Why not indeed? What harm did it do? So what if Beatrix learned to expect to be fed at the table? I recalled my mother telling me not to feed Ginger, her standard poodle, at the table. Ginger hadn’t whined or begged or pawed, he just sat hopefully beside my chair, waiting with doggish patience. If it had bothered her so much to have him hanging around the dinner table, why hadn’t she just banished him to the other room? But it had nothing to do with feeding Ginger at the table. My mother had been simply exercising parental authority for the sake of exercising parental authority, because she had it. As I was now.
“Forget it,” I said. Returning to the subject, I said, “Does your mother really leave you alone all day?”

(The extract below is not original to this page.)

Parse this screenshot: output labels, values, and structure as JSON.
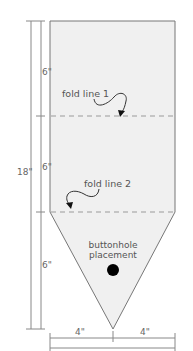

“Well, maybe not all day, but a lot. Like when she goes shopping or does her volunteer work at the hospital. And usually Mattie is there.”
“Mattie? Who’s Mattie?”
“The maid.”
“Your mother has a maid?”
“Sure.”
I wondered how much of my child support payments went to help pay for the maid. “Well, I don’t have a maid,” I said.
“No kidding.”
“And, besides, I don’t really care what your mother does. I don’t feel right about it. You’re too young to be left alone all day and I can’t impose on Daniel or Maggie all the time. You’re sure you won’t change your mind about the community centre? The day camp sounds like fun. They do all kinds of interesting things.”
“Sure,” she said. “Like visit museums and take nature hikes.”
“You were looking forward to visiting Science World with Susan.”
“Did you break up with her?”
“Quit trying to change the subject.”
“Well, did you?”
“My social life is not open to discussion.”